Re: EPUB Road Map

It also depends on what we mean by living standard.
Right now there is no living standard process in W3C. Work is going on on proposals. 

I think it would be good to wait for proposals to come out and then evaluate if it suits the needs of EPUB 3 road map.


With regards
Avneesh

From: Laurent Le Meur 
Sent: Wednesday, August 7, 2019 19:40
To: Dave Cramer 
Cc: W3C EPUB3 Community Group 
Subject: Re: EPUB Road Map

Hi,  

Because (X)HTML 5 is a living standard, this would make sense for EPUB 3 to be also a living standard and it would give publishers, distributors and application developers the feeling of stability for EPUB 3 they badly need.

When a snapshot has to be built, for instance to create an equivalence with the ISO EPUB spec, this can still be done via a publication date or a minor version, but in the latter case the communication would still be on "EPUB 3", not on a specific EPUB 3.x.

re. possible revision to EPUB 3, ok for adding core media types of similar updates, to be discussed by the CG and BG; 
but opening EPUB 3 to pure HTML would be a nightmare (for EPUB Check and many reading systems especially). 

Laurent 


  Le 6 août 2019 à 18:26, Dave Cramer <dauwhe@gmail.com> a écrit :

  Now that EPUB 3.2 has been published, what's next for EPUB? This will be discussed in the CG call this Thursday (agenda forthcoming) but it's a big question (or a bunch of questions), and I hope discussion will extend beyond the CG calls. Some thoughts:


  1. How should EPUB 3 be maintained? I personally thing EPUB 3.X is a good candidate to become a living standard in the manner of HTML. I also wonder the specs be easier to read and maintain if written in a different way, for example Matt's suggestion to separate reading system conformance from content conformance? 


  2. What, if anything, needs to be added or changed in EPUB 3? There are some possible changes that would not invalidate any existing EPUB, such as adding opus as a core media type or allowing the HTML serialization. But what new features are driven by business needs? And how do we balance a desire for new features against the costs of supporting them? There is value in a stable spec, and I don't want to spend the rest of my life on EPUB 3.3, 3.4, 3.5, 3.6, 3.7, 3.8, 3.9, 3.10… 


  By chance, I ran across the original EPUB 3 Charter (http://idpf.org/epub/30/wg-charter) this morning. Written in 2010, it described fourteen goals for what turned out to be EPUB 3.0. Nine years later, which of these goals have we met? What new goals would we add?

  3. What should we do about all the EPUB satellite specs? The IDPF published nearly a dozen specs, which have largely not been implemented by reading systems or used by content authors. Should some of these be revived? Should some of these be abandoned?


## ASSIGNED TASK
Please filter the entries and return only the lines that include "Scratch".
=== TASK INPUTS ===
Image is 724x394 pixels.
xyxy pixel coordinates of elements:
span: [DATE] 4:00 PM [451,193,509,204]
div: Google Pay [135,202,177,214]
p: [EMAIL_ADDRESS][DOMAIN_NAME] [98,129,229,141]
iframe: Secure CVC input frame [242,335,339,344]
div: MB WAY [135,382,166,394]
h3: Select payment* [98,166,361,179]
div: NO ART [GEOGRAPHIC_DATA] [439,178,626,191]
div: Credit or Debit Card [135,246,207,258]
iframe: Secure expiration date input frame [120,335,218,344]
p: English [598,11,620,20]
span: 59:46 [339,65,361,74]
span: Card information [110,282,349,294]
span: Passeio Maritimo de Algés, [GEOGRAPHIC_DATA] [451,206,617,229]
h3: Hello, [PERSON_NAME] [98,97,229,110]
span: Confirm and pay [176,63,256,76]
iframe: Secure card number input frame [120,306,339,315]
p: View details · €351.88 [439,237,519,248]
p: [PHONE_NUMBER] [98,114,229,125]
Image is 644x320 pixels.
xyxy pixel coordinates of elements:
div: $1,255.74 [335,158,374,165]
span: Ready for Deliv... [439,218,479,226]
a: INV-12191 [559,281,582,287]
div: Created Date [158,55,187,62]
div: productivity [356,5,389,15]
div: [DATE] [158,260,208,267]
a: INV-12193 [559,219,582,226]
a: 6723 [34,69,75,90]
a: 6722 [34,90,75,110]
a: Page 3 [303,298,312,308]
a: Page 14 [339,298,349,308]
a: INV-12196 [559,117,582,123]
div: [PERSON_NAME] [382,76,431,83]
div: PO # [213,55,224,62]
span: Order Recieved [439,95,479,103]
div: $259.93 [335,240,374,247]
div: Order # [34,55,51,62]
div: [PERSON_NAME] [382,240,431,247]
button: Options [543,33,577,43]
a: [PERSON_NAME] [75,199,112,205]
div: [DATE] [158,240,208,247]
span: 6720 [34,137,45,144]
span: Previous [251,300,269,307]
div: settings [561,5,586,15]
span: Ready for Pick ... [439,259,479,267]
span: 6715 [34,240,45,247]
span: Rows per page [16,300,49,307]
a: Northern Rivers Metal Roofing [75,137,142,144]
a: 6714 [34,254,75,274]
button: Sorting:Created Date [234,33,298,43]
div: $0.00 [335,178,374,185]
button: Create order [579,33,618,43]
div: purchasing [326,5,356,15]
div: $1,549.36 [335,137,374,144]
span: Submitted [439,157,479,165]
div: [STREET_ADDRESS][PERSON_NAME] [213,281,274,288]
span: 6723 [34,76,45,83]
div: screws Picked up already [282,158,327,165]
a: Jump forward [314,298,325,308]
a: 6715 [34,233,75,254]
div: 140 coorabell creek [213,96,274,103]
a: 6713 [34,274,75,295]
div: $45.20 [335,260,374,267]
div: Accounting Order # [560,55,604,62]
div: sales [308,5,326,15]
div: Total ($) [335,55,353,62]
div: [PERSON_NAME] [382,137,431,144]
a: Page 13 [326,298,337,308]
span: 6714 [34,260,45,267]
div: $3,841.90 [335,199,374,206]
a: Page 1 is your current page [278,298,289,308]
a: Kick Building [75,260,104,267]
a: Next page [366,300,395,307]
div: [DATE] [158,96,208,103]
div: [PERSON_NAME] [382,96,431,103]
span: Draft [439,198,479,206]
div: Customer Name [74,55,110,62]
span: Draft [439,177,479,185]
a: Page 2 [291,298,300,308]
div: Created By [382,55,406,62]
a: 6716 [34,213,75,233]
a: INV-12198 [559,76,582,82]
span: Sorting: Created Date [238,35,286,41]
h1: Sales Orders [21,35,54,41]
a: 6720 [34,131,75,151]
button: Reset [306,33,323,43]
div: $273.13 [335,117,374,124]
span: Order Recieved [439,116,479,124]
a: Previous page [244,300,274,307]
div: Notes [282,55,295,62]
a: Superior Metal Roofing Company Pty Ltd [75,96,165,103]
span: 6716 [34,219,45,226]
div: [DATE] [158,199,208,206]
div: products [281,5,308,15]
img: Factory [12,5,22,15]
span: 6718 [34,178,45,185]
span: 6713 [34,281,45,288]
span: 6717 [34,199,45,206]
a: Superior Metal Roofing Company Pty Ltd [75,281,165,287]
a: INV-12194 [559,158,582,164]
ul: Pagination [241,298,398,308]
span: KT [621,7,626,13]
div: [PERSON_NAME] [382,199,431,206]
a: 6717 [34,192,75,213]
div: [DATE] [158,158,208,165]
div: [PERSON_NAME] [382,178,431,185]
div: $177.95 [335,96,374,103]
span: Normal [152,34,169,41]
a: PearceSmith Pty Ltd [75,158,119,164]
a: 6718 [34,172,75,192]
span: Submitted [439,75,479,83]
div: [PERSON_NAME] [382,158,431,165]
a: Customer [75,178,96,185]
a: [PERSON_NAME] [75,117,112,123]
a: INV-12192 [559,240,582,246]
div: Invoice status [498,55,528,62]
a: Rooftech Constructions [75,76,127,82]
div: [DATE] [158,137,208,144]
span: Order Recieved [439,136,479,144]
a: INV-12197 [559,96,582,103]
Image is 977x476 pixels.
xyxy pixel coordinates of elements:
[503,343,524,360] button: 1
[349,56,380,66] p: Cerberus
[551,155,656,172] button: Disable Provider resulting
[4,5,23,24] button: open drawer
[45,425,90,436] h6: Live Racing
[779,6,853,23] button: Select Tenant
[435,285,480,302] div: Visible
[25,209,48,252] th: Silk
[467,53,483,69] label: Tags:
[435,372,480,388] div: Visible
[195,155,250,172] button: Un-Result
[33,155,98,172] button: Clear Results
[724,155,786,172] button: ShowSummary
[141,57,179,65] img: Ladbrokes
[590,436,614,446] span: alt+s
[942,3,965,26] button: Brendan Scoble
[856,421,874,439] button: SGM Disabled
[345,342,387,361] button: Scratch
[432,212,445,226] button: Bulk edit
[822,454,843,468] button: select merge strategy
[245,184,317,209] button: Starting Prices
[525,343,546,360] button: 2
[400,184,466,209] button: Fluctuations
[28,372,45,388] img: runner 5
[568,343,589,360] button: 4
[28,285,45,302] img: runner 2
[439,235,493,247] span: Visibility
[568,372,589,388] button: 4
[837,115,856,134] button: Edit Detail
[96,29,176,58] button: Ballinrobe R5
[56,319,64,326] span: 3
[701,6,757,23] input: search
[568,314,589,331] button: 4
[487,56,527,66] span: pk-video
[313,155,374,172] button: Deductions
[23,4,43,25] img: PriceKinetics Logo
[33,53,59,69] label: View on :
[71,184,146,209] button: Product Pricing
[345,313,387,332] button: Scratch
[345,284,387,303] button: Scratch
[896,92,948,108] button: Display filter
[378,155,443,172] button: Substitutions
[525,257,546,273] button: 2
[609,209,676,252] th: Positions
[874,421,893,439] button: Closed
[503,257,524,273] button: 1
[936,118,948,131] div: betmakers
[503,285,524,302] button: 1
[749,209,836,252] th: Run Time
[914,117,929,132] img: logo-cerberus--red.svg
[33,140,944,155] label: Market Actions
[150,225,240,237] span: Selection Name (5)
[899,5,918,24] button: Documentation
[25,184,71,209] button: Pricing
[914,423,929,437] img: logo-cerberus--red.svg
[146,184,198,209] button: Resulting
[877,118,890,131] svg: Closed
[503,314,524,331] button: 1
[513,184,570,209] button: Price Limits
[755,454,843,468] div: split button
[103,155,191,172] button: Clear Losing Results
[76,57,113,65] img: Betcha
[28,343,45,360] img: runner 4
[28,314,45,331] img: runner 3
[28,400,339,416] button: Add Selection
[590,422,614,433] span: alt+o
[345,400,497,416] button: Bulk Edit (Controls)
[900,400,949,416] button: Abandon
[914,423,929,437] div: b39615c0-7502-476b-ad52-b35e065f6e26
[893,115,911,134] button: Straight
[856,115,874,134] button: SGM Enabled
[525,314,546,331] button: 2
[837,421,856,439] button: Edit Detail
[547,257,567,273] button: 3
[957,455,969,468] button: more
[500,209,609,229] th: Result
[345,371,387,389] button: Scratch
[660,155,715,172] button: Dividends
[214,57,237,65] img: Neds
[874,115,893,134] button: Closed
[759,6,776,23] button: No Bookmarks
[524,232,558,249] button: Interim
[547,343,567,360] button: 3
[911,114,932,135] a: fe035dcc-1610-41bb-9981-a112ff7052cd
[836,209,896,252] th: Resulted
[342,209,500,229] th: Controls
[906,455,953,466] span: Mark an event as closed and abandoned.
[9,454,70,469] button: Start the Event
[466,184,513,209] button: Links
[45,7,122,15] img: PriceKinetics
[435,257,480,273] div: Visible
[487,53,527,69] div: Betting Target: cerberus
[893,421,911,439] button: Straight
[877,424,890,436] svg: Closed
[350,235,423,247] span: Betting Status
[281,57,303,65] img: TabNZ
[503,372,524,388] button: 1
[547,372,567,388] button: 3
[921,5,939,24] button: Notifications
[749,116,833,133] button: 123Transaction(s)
===
## TASK RESPONSE
[345,342,387,361] button: Scratch
[345,313,387,332] button: Scratch
[345,284,387,303] button: Scratch
[345,371,387,389] button: Scratch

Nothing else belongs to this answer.